A report by the TUC in 2005 (“The EU Temp Trade”) cites various studies that show that, compared with other staff, temporary agency workers have less control over the type of work they do and how they do it; receive less training and have fewer career development opportunities; have a higher rate of workplace accidents and are less well-informed about safety; do more shift work and have less job security.

It also says that they lose out in terms of pay ­– typically agency workers receive lower wages for similar work and are excluded from bonuses and benefits awarded to other employees.

This finding is confirmed by a survey published in the July 2008 edition of the Chartered Institute of Personnel and Development’s online magazine. It found that agency workers earn, on average, £7.80 per hour in the UK, compared with £11.47 for permanent workers, a difference of 32 per cent. Allowing for different variations in characteristics, this fell to 10 per cent, but the size of the gap varied across the wage distribution. For example, among the bottom tenth of wage earners, the “penalty” for agency working was 17 per cent.

The study also pointed to lower levels of job quality. Compared with both other temporary and permanent workers, agency staff were less satisfied in their jobs, had less variety and discretion over their work, were less likely to learn new things and more likely to be under-using their skills.

So there can be little doubt that agency workers covered by the deal stand to gain from it. In overall terms, a Government Regulatory Impact Assessment estimated that non-discrimination in pay would benefit agency workers by £366 million per year and increase holiday pay and annual leave by £118 million.

Not all over yet

But there is still a lot left to play for. There is the issue of the definition of an agency worker and the problem that some businesses will seek to remove workers before the 12 weeks is up.

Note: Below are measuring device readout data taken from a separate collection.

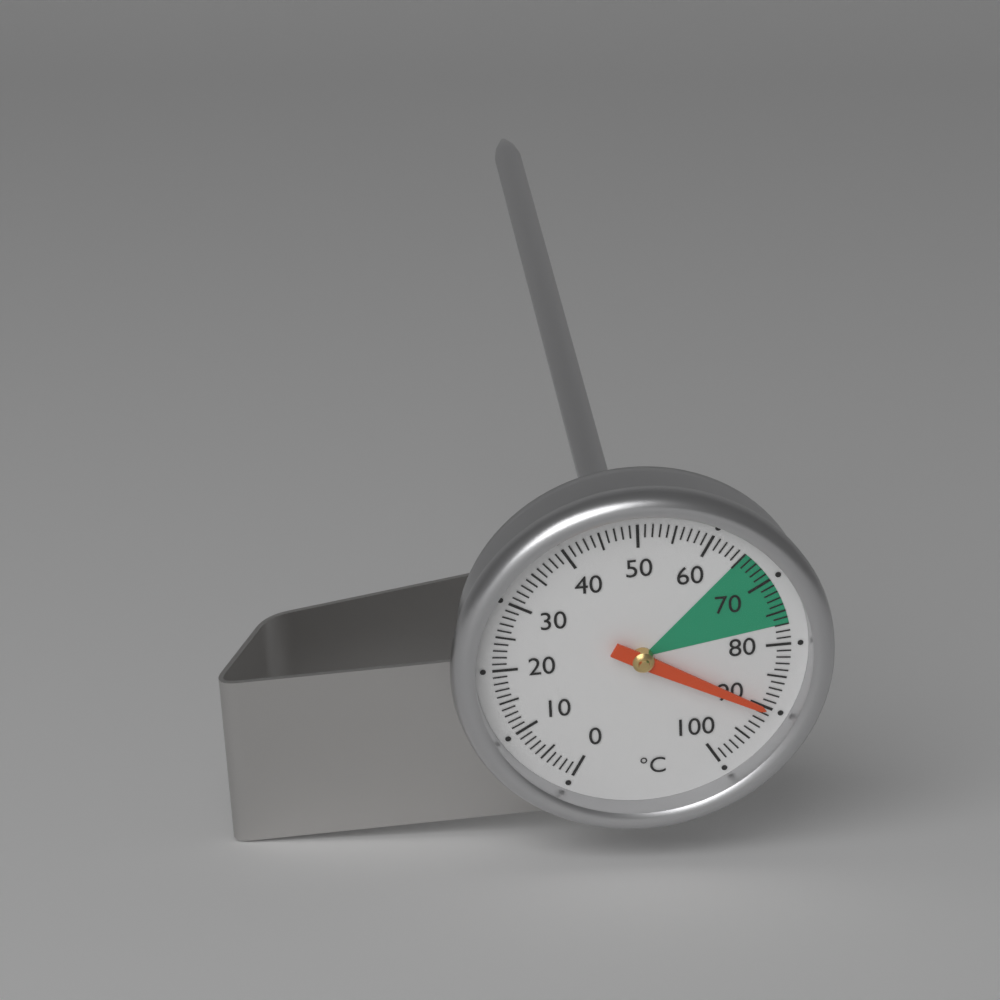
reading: 90 °C
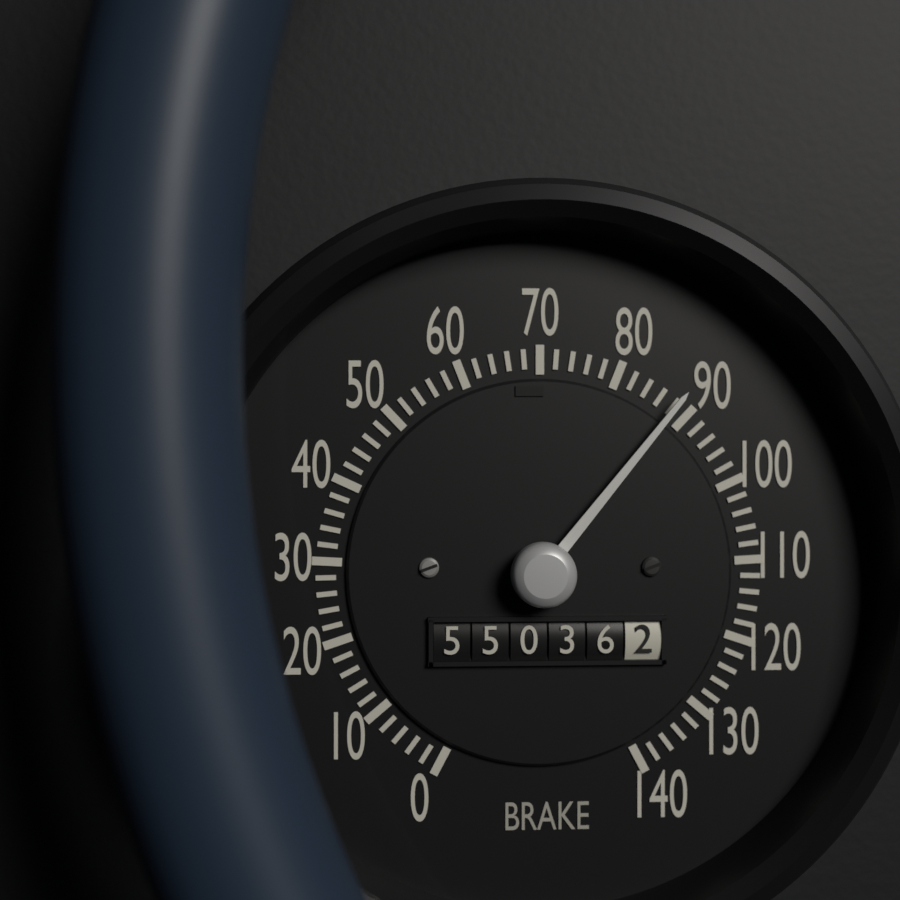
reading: 88 (no unit)
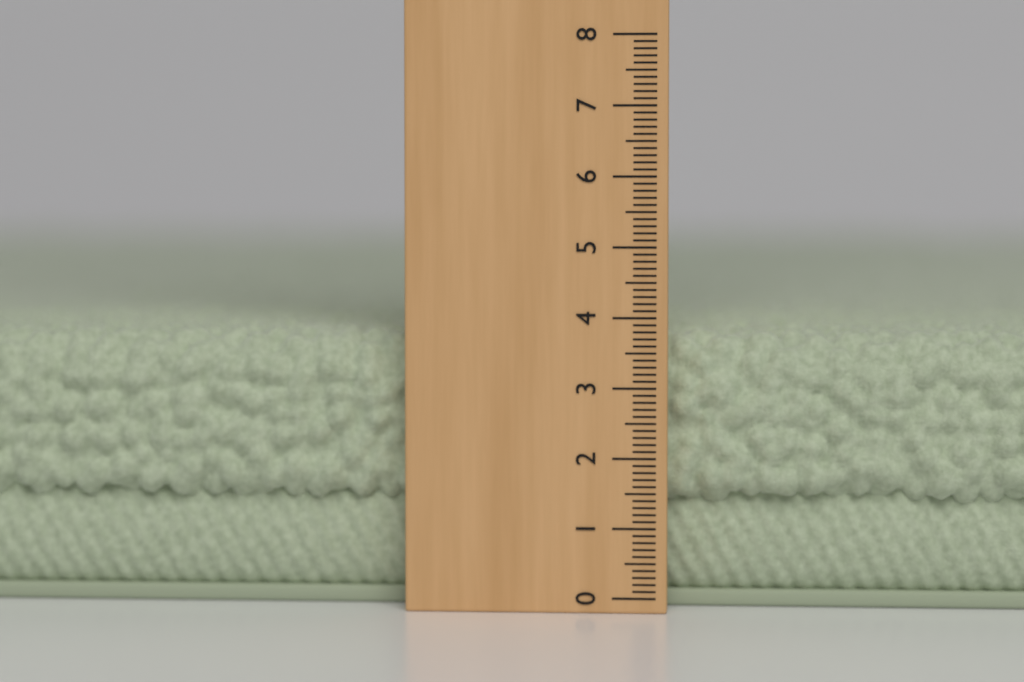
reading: 3.8 (no unit)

And the trouble is, however welcome, the UK agreement does not deal with one of the most fraught issues for agency workers – their employment status. This is important because it dictates the employment rights available to them with the result that, for example, only employees have the right to claim unfair dismissal and statutory redundancy payments.

According to the TUC, most EU member states (but not the UK) make clear that agency workers are, in law, employees of the temporary work agency and enjoy the same or similar protections and rights as any other employee. The UK, by contrast, does not require agency workers to be employed either by the agency or by the client company.

And the courts have not helped much either. Indeed, they seemed to be in disarray with a recent crop of conflicting decisions. But earlier this year in James -v -Greenwich Council and Consistent Group Ltd -v -Kalwak, they seem to have finally decided that, generally, temps and agency workers are not employees of an employment agency or the end user.

Judges have recognised the gross injustices but Lord Justice Mummery recently said in James that workers and unions would be better off trying to change things through parliament than wasting their time in his court. There is nothing in the Employment Bill currently before Parliament to remedy this injustice, but the unions are looking for amendments to deal with that gap.

And, in relation to the limited equal treatment directive, there is a final hurdle that still has to be overcome – the European Parliament has to approve the proposals later this year. And that is by no means a foregone conclusion. When the members last voted in May 2005 on the issue of the UK opt out, they overwhelmingly agreed it should be phased out.

If, on the other hand, they decide to go along with the overall deal, the government anticipates that the regulations governing temporary agency workers will come into force in the UK either in April or October 2010.